Back
Mount Shasta

September 1986
14162' 

     Mike, Barry and myself decided to climb Mount Shasta which is about 250 miles north of Vallejo where Barry and I were living. (Mike was living in nearby Susiun). We managed to get pretty blitzed on the way and spent the night sleeping next to the road on the mountain. The next morning we went into town for breakfast, probably in Mount Shasta. The climb started with hangovers all around which doesn't bother me I'm used to climbing with one but it really slowed down Mike and Barry.
     We decided to start the climb from the old ski area which had been closed years before by avalanche. It turned out it would have been better to start from Bunny Flats where we ended upcoming out. We ended up having to climb over a Sargents Ridge to get into the proper drainage. The ridge was volcanic scree which seemed to make the climb one step up and slide back down most of  that one step. Besides that  the scree was very abrasive on my new boots. After laboring over the ridge we dropped into Avalanche Gulch and made a camp in the rocks at around 10,000'. There was supposedly a small lake called Helen Lake in the area but we didn't see it .
     The next morning we joined the throngs heading up the heart towards the summit. The two snow chutes outlined a heart shaped rock area hence the name. Mike and I had crampons but Barry and most people didn't. Unfortunately this forced most of them onto the rocks which they dislodge with regularity. Someone would yell rock and you'd look up to see a rock careening down at you, which you had to avoid by any means possible. I felt like we were targets in a shooting gallery. When we reached the the top of the heart we were near thumb rock and the Konwakiton Glacier. It was the first glacier I had ever been close to and even though it was very small it was impressive. The ice cliffs and crevasses convinced me to stay off it.
     Above the heart was Red Banks where we found a gully to follow to the top. Above Red Banks we passed the head of the Whitney Glacier and followed along a relatively low pitched plateau towards the summit block. The area was covered with sun cups which slowed me down a little climbing in and out of them. Actually I couldn't get much slower, Mike finally pushed ahead on his own. Just about everybody passed me except for a woman who was climbing with her son. She had a bad case of altitude sickness and was stopping frequently to dry heave. I was worried about her, I had a headache and slight dizziness but hadn't reached the third stage which is vomiting. She could have gone into the final stages which can be pulmonary or cerebral edema. At that point the only thing to do is to head back down or die. After reaching the top of the Whitney Glacier the view was getting good with Mount Shastina rising from one side of the glacier and Mount Shasta on the other. Shasta is almost a perfect volcanic cone except for 12,330' Shastina.
     The map shows a spring near the summit but it's a good thing I didn't need water because it is a sulfurous hot spring. From the spring the route climbs steeper to the summit where Mike had been waiting for me for hours. Barry had turned back somewhere around Red Banks. Most the people had summited and headed down by the time I got there but there was still someone left to take our picture on top, he was waiting for his mother. There had probably been over a  hundred people on top that day and I was second from the last. To her credit the guys mom showed up while we were there, and I though I had tenacity. We headed down and when we got to the snow chute by the heart we came across a fast way down. So many people had slid down on their butts that they had formed a trough that was hardening as the sun set. I was like a bob sled run or half pipe with the walls about armpit height while sitting. Ice axes came in handy for braking to reduce speed occasionally and we screamed down hundreds of feet in elevation in minutes.
     We found Barry back in camp as light was fading and spent the night the same place we had spent it the night before. One thing I learned on Shasta was if their is water running through the snow areas in the evening you had better fill up if you needed some because it wont be running in the morning. The next morning we hiked down Avalanche Gulch and out Bunny Flats. That's about all I recall thinking back on the trip in April of 2004.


Prompt: Please write out all of the entries without altering anything.

Input data:
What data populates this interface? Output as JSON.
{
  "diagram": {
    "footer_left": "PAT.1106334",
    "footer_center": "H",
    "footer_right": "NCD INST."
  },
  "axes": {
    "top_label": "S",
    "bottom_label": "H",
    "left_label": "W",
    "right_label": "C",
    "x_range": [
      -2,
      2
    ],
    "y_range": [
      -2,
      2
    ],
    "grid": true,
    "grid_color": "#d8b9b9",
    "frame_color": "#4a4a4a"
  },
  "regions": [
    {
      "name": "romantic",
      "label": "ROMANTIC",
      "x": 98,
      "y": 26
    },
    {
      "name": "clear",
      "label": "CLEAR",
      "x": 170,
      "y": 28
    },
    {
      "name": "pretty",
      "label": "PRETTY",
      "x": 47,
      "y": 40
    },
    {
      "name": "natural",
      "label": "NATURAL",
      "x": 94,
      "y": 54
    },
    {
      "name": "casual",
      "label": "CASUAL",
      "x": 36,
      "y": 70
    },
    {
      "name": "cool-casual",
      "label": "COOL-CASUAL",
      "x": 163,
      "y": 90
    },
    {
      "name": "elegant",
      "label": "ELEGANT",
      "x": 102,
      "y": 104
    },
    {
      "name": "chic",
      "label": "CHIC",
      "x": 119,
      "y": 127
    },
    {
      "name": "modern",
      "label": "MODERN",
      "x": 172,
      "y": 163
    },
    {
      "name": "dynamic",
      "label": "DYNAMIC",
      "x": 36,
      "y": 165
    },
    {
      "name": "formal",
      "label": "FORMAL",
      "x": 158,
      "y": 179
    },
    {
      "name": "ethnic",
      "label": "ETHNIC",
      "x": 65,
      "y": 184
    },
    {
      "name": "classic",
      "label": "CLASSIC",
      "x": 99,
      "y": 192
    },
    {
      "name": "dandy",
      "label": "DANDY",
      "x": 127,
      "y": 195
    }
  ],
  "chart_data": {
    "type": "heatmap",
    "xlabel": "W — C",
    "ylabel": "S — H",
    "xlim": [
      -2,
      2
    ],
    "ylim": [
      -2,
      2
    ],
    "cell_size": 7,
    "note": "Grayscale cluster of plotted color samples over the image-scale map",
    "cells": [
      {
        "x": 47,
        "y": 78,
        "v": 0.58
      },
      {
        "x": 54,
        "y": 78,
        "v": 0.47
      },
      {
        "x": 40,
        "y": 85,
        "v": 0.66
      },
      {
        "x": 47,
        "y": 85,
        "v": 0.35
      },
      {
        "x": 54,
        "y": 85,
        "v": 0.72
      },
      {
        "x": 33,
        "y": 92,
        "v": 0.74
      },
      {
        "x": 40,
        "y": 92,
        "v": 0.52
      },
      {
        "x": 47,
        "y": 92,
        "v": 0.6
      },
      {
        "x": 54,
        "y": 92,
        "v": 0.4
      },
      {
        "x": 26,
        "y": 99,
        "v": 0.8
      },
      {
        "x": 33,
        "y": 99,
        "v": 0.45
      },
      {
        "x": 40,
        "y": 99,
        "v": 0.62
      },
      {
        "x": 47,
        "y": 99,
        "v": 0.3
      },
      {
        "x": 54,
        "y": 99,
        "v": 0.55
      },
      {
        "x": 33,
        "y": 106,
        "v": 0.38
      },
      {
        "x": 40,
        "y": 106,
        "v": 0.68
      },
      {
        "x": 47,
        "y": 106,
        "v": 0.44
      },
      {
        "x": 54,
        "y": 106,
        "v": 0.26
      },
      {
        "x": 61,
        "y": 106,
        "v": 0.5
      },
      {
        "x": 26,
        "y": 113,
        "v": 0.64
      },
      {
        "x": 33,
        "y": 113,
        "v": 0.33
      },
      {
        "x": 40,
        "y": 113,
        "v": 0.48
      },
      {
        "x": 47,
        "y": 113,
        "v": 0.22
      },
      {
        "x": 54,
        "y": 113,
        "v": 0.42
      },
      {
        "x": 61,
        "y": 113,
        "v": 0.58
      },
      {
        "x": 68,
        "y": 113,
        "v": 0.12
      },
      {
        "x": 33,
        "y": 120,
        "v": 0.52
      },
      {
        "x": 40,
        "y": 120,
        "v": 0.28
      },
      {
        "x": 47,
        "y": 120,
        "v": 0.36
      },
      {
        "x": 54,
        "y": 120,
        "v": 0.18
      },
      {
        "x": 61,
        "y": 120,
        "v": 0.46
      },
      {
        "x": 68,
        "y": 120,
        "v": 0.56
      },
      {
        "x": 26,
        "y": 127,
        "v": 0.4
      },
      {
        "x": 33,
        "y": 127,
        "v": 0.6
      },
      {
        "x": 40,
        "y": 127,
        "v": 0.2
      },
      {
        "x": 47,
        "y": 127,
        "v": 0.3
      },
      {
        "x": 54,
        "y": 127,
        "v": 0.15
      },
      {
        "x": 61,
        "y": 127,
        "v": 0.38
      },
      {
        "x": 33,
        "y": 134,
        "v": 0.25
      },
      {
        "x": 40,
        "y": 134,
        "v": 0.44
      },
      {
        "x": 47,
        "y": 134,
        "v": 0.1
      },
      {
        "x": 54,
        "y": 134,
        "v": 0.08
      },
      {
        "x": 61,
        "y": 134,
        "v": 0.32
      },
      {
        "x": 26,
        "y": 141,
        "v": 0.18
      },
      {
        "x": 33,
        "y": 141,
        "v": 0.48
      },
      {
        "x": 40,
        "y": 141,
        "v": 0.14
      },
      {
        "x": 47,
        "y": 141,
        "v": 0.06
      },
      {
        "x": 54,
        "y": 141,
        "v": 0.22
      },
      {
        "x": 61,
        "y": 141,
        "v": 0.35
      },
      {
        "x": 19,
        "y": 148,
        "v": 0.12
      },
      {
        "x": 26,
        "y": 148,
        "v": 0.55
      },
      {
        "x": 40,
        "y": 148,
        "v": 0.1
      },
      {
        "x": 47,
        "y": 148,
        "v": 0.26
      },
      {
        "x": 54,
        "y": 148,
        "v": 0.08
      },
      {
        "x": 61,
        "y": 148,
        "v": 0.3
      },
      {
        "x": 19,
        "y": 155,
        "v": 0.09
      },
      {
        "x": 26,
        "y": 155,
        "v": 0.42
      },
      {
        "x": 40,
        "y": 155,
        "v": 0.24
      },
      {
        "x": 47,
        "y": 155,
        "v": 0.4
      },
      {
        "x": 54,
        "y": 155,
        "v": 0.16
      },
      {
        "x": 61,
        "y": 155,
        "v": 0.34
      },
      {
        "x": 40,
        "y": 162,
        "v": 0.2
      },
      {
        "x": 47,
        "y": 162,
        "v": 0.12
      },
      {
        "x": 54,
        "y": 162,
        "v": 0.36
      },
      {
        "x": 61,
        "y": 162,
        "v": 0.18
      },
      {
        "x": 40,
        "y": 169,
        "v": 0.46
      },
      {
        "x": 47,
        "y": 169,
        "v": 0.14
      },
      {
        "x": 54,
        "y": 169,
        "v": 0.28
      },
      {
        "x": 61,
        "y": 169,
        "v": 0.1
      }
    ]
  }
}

Exercise answer:
What data populates this interface? Output as JSON.
{
  "diagram": {
    "footer_left": "PAT.1106334",
    "footer_center": "H",
    "footer_right": "NCD INST."
  },
  "axes": {
    "top_label": "S",
    "bottom_label": "H",
    "left_label": "W",
    "right_label": "C",
    "x_range": [
      -2,
      2
    ],
    "y_range": [
      -2,
      2
    ],
    "grid": true,
    "grid_color": "#d8b9b9",
    "frame_color": "#4a4a4a"
  },
  "regions": [
    {
      "name": "romantic",
      "label": "ROMANTIC",
      "x": 98,
      "y": 26
    },
    {
      "name": "clear",
      "label": "CLEAR",
      "x": 170,
      "y": 28
    },
    {
      "name": "pretty",
      "label": "PRETTY",
      "x": 47,
      "y": 40
    },
    {
      "name": "natural",
      "label": "NATURAL",
      "x": 94,
      "y": 54
    },
    {
      "name": "casual",
      "label": "CASUAL",
      "x": 36,
      "y": 70
    },
    {
      "name": "cool-casual",
      "label": "COOL-CASUAL",
      "x": 163,
      "y": 90
    },
    {
      "name": "elegant",
      "label": "ELEGANT",
      "x": 102,
      "y": 104
    },
    {
      "name": "chic",
      "label": "CHIC",
      "x": 119,
      "y": 127
    },
    {
      "name": "modern",
      "label": "MODERN",
      "x": 172,
      "y": 163
    },
    {
      "name": "dynamic",
      "label": "DYNAMIC",
      "x": 36,
      "y": 165
    },
    {
      "name": "formal",
      "label": "FORMAL",
      "x": 158,
      "y": 179
    },
    {
      "name": "ethnic",
      "label": "ETHNIC",
      "x": 65,
      "y": 184
    },
    {
      "name": "classic",
      "label": "CLASSIC",
      "x": 99,
      "y": 192
    },
    {
      "name": "dandy",
      "label": "DANDY",
      "x": 127,
      "y": 195
    }
  ],
  "chart_data": {
    "type": "heatmap",
    "xlabel": "W — C",
    "ylabel": "S — H",
    "xlim": [
      -2,
      2
    ],
    "ylim": [
      -2,
      2
    ],
    "cell_size": 7,
    "note": "Grayscale cluster of plotted color samples over the image-scale map",
    "cells": [
      {
        "x": 47,
        "y": 78,
        "v": 0.58
      },
      {
        "x": 54,
        "y": 78,
        "v": 0.47
      },
      {
        "x": 40,
        "y": 85,
        "v": 0.66
      },
      {
        "x": 47,
        "y": 85,
        "v": 0.35
      },
      {
        "x": 54,
        "y": 85,
        "v": 0.72
      },
      {
        "x": 33,
        "y": 92,
        "v": 0.74
      },
      {
        "x": 40,
        "y": 92,
        "v": 0.52
      },
      {
        "x": 47,
        "y": 92,
        "v": 0.6
      },
      {
        "x": 54,
        "y": 92,
        "v": 0.4
      },
      {
        "x": 26,
        "y": 99,
        "v": 0.8
      },
      {
        "x": 33,
        "y": 99,
        "v": 0.45
      },
      {
        "x": 40,
        "y": 99,
        "v": 0.62
      },
      {
        "x": 47,
        "y": 99,
        "v": 0.3
      },
      {
        "x": 54,
        "y": 99,
        "v": 0.55
      },
      {
        "x": 33,
        "y": 106,
        "v": 0.38
      },
      {
        "x": 40,
        "y": 106,
        "v": 0.68
      },
      {
        "x": 47,
        "y": 106,
        "v": 0.44
      },
      {
        "x": 54,
        "y": 106,
        "v": 0.26
      },
      {
        "x": 61,
        "y": 106,
        "v": 0.5
      },
      {
        "x": 26,
        "y": 113,
        "v": 0.64
      },
      {
        "x": 33,
        "y": 113,
        "v": 0.33
      },
      {
        "x": 40,
        "y": 113,
        "v": 0.48
      },
      {
        "x": 47,
        "y": 113,
        "v": 0.22
      },
      {
        "x": 54,
        "y": 113,
        "v": 0.42
      },
      {
        "x": 61,
        "y": 113,
        "v": 0.58
      },
      {
        "x": 68,
        "y": 113,
        "v": 0.12
      },
      {
        "x": 33,
        "y": 120,
        "v": 0.52
      },
      {
        "x": 40,
        "y": 120,
        "v": 0.28
      },
      {
        "x": 47,
        "y": 120,
        "v": 0.36
      },
      {
        "x": 54,
        "y": 120,
        "v": 0.18
      },
      {
        "x": 61,
        "y": 120,
        "v": 0.46
      },
      {
        "x": 68,
        "y": 120,
        "v": 0.56
      },
      {
        "x": 26,
        "y": 127,
        "v": 0.4
      },
      {
        "x": 33,
        "y": 127,
        "v": 0.6
      },
      {
        "x": 40,
        "y": 127,
        "v": 0.2
      },
      {
        "x": 47,
        "y": 127,
        "v": 0.3
      },
      {
        "x": 54,
        "y": 127,
        "v": 0.15
      },
      {
        "x": 61,
        "y": 127,
        "v": 0.38
      },
      {
        "x": 33,
        "y": 134,
        "v": 0.25
      },
      {
        "x": 40,
        "y": 134,
        "v": 0.44
      },
      {
        "x": 47,
        "y": 134,
        "v": 0.1
      },
      {
        "x": 54,
        "y": 134,
        "v": 0.08
      },
      {
        "x": 61,
        "y": 134,
        "v": 0.32
      },
      {
        "x": 26,
        "y": 141,
        "v": 0.18
      },
      {
        "x": 33,
        "y": 141,
        "v": 0.48
      },
      {
        "x": 40,
        "y": 141,
        "v": 0.14
      },
      {
        "x": 47,
        "y": 141,
        "v": 0.06
      },
      {
        "x": 54,
        "y": 141,
        "v": 0.22
      },
      {
        "x": 61,
        "y": 141,
        "v": 0.35
      },
      {
        "x": 19,
        "y": 148,
        "v": 0.12
      },
      {
        "x": 26,
        "y": 148,
        "v": 0.55
      },
      {
        "x": 40,
        "y": 148,
        "v": 0.1
      },
      {
        "x": 47,
        "y": 148,
        "v": 0.26
      },
      {
        "x": 54,
        "y": 148,
        "v": 0.08
      },
      {
        "x": 61,
        "y": 148,
        "v": 0.3
      },
      {
        "x": 19,
        "y": 155,
        "v": 0.09
      },
      {
        "x": 26,
        "y": 155,
        "v": 0.42
      },
      {
        "x": 40,
        "y": 155,
        "v": 0.24
      },
      {
        "x": 47,
        "y": 155,
        "v": 0.4
      },
      {
        "x": 54,
        "y": 155,
        "v": 0.16
      },
      {
        "x": 61,
        "y": 155,
        "v": 0.34
      },
      {
        "x": 40,
        "y": 162,
        "v": 0.2
      },
      {
        "x": 47,
        "y": 162,
        "v": 0.12
      },
      {
        "x": 54,
        "y": 162,
        "v": 0.36
      },
      {
        "x": 61,
        "y": 162,
        "v": 0.18
      },
      {
        "x": 40,
        "y": 169,
        "v": 0.46
      },
      {
        "x": 47,
        "y": 169,
        "v": 0.14
      },
      {
        "x": 54,
        "y": 169,
        "v": 0.28
      },
      {
        "x": 61,
        "y": 169,
        "v": 0.1
      }
    ]
  }
}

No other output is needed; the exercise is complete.